What makes this proposal indefensible is that government’s own research warned against every one of its core provisions. The 2015 Civilian Secretariat for Police Service and Wits School of Governance Firearms Review made it clear that the problem lies not with law-abiding citizens, but with the South African Police Service itself its corruption, mismanagement, and the total collapse of the Central Firearms Register (CFR).
That report described the CFR as “technically collapsed, institutionally incoherent, and incapable of maintaining accurate records.” It warned that more bureaucracy before fixing SAPS capacity would “destabilise the entire regulatory regime.” It concluded that violent crime trends correlate not with gun ownership, but with effective, intelligence-led policing something this government has consistently failed to deliver.
The latest evidence of that failure is the Prinsloo gun scandal, exposed again this week. According to The Cape Argus (11 November 2025), the Hawks still cannot confirm how many of the over 2,000 state-issued firearms stolen and sold to gangsters by former SAPS Colonel Christiaan Prinsloo have been recovered. These police guns stolen from state armouries were linked to over 1,000 murders and 1,400 attempted murders in the Western Cape between 2010 and 2016.

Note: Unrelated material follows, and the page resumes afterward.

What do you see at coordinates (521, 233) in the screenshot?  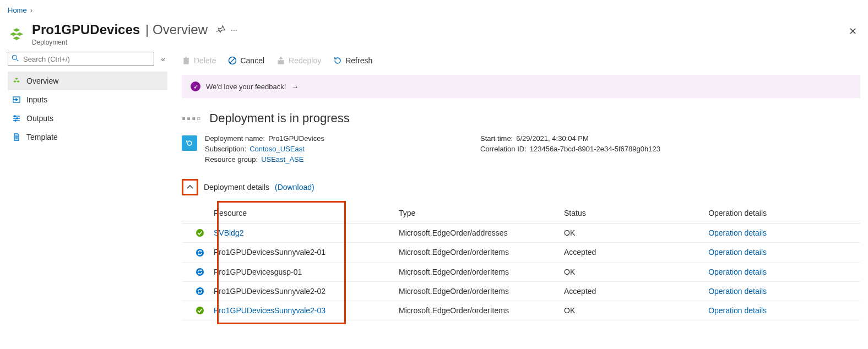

This is not a gun control problem it is a government control problem.
It exposes systemic, historic failures in firearm management that have cost thousands of lives. Yet instead of fixing the broken systems that allow police guns to flood gang markets, the ANC wants to disarm the very citizens who obey the law and need protection the most.
The 2025 Draft Bill ignores every expert recommendation:
- It expands ministerial discretion and increases red tape.
- It strips lawful self-defence of legitimacy by requiring “exceptional circumstances.”
- It limits ammunition to 100 rounds per firearm.
- It criminalises collectors and undermines dedicated sport shooters and hunters the backbone of South Africa’s responsible firearm culture.
Disarming law-abiding South Africans will not stop violent crime. It will only make our communities more vulnerable while leaving the real culprits corrupt officials and criminal syndicates untouched. The state fails every single day to protect its citizens from violent crime, and any attempt to disarm law-abiding South Africans is, in fact, taking away their lifeline in the wake of the crime epidemic that continues to plague our country.
This is why a petition against this Bill will attract broad public support. South Africans know that when government fails to keep them safe, they must have the right to protect themselves and their families within the law.
The Democratic Alliance will therefore not only oppose this Bill in Parliament, but will also lead a nationwide campaign of public mobilisation to stop it. And if necessary, we will challenge it in court. We will defend every responsible citizen’s right to lawful protection.
The government’s own research and the blood-stained evidence of its failures prove one truth: South Africa does not need fewer licensed firearms; it needs fewer corrupt officials and better policing.
Please find soundbite by Ian Cameron MP.